Thursday, June 5, 2008

Where Did She Go Wrong?

A lousy campaign predicated on her insurmountability. I won't say "inevitability" because that word has connotations that I don't believe apply. I don't believe that HRC felt entitled. Her dogged fight seems to suggest otherwise. I do believe that she thought she was insurmountable because of the fundraising and powerbroking implications of the Clintons' position in the Party. That's a strategic assessment, not a Marie Antoinette grasp of entitlement.

A tack to the Right. It wasn't just on foreign affairs and defense policy. It was also on choice and gay rights issues. Clinton did not have the courage even to exert leadership on critical constitutional issues. Granted, the Democrats' legacy position should have been pro-choice and pro-gay marriage, and would have been far more risky to stake out than the Republicans' legacy "contra" views. But that doesn't excuse Democrats from stepping up. She didn't. Ever.

A stubborn refusal to come clean on a bad Iraq war vote. It really ticked me off that she would not admit to having erred on that decision. It ticked me off worse that she and the rest of the Democrats erred--allowed themselves to be railroaded by the Fear Factor. There, I think, was core character and judgmental weakness on her part and on the part of all who went that way. There simply was not suffient evidence.

A willingness to play racism. Linking Obama to Al Sharpton was a significant error not because it was stupid and racist, but because it lifted the lid and showed the inside of the can, worms and all. This was an utter capitulation to the worst power lust. It was Bill's capitulation, but it reflected on her.

A tin ear. She's had this reputation for many years -- the cookies comment comes to mind. The business about RFK's assassination belongs in this category, in my judgment. I don't believe for a minute that she meant what the Right suggests. I think she was thinking out loud, and what came up, came out. Public officials have to have a better filter than that.

A media network hostile to HRC from Day One. Matthews was there then and he was there now, along with Fox and the rest. The Clintons have attracted a level of hostility not seen since FDR. I've never understood why, when the GOP has given us so many more worthy options. Suffice to say that from Candy Crowley's bitchy innuendo to Chris's outright misogyny and Wolf Blitzer's predictable negative spin, she's had an up-hill climb that no other candidate has faced in this contest. Some substantial part of this hostility is pure sexism.

Bad Bill's legacy (Good Bill's legacy never showed up. We didn't hear much about reigned in spending, a balanced budget, a short, won war, and a long reign of peace. We did hear about Monica, about the ghost of Bill in the Hillary White House, and so on.

Voter sexism. Sure. How much is hard to say, but judging from the boyz in the mainstream media--and some of the girlz too--sexism is alive and well. Missteps and flaws that would have been overlooked in men have been magnified and hammered into our consciousnesses because they are part of Hillary. Not to mention gratuitously sexist and ageist volleys lobbed at her, visually and in words.

But of all the factors that sunk HRC, the most significant, the sine qua non, was that she faced a brilliant, once-in-a-generation competitor. Obama has the magic. In addition, his campaign was right on every point, from its fundraising to its delegate to its tonal strategy. Except for his occasional missteps --campaigning in South Carolina with a professional gay hater -- and despite the spectre of Jeremiah Wright, he has almost always appealed to what we are capable of being at our best. His careful inclusion of us, over against her "me, I, me" rhetoric enlisted us at a deeper level in deciding our future. It will create a deeper buy-in, as well.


§ ABOUT THIS EXERCISE
Every line in the data below from the one containing "Identify the location of h3: Заняття" down to the one containing "In order to click", both included, must be retyped exactly; no other line is to appear.

(Dataset excerpts)
'''
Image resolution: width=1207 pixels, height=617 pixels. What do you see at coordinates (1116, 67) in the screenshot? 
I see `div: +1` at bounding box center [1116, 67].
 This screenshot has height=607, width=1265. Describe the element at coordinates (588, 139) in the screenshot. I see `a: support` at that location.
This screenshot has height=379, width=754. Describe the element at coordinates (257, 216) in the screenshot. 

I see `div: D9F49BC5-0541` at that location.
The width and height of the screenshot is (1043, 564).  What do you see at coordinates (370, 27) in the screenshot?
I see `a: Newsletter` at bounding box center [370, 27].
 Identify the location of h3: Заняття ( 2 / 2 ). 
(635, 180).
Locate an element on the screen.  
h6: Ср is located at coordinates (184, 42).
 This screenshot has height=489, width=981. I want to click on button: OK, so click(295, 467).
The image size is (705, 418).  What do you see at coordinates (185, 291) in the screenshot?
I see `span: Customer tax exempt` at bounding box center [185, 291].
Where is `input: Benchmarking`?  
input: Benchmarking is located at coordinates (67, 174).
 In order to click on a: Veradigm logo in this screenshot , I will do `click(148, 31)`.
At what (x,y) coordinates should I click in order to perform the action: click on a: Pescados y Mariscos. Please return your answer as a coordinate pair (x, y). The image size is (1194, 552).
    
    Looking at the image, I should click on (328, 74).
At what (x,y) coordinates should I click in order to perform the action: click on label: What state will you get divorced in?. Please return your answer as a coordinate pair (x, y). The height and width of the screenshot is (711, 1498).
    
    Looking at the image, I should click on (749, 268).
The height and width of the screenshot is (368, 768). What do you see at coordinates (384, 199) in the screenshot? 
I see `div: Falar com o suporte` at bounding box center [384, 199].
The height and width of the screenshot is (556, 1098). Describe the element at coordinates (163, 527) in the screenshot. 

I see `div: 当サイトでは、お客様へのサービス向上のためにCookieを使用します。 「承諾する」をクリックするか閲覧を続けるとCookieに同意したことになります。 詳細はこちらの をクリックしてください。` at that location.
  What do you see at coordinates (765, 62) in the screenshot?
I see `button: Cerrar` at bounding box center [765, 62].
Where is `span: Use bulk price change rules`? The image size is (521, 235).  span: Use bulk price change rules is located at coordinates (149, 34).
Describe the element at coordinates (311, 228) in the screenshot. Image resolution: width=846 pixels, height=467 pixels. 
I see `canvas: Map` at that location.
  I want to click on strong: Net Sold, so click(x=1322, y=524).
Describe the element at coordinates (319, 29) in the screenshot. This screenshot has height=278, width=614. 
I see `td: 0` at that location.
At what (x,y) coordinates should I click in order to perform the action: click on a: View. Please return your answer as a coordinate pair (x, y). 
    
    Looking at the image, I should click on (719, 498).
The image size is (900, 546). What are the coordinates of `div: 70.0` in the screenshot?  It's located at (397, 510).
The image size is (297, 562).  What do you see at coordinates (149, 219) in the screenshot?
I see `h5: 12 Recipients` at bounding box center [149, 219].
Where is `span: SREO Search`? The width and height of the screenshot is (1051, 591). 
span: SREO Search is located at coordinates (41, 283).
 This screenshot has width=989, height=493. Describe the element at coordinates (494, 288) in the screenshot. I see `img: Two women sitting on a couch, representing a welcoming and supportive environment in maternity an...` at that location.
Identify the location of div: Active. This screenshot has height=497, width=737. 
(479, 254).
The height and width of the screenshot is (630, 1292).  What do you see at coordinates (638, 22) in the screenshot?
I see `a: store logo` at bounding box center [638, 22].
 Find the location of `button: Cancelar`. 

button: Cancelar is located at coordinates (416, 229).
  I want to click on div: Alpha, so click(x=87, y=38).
'''
§ REPLY TO THE TASK
 Identify the location of h3: Заняття ( 2 / 2 ). 
(635, 180).
Locate an element on the screen.  
h6: Ср is located at coordinates (184, 42).
 This screenshot has height=489, width=981. I want to click on button: OK, so click(295, 467).
The image size is (705, 418).  What do you see at coordinates (185, 291) in the screenshot?
I see `span: Customer tax exempt` at bounding box center [185, 291].
Where is `input: Benchmarking`?  
input: Benchmarking is located at coordinates (67, 174).
 In order to click on a: Veradigm logo in this screenshot , I will do `click(148, 31)`.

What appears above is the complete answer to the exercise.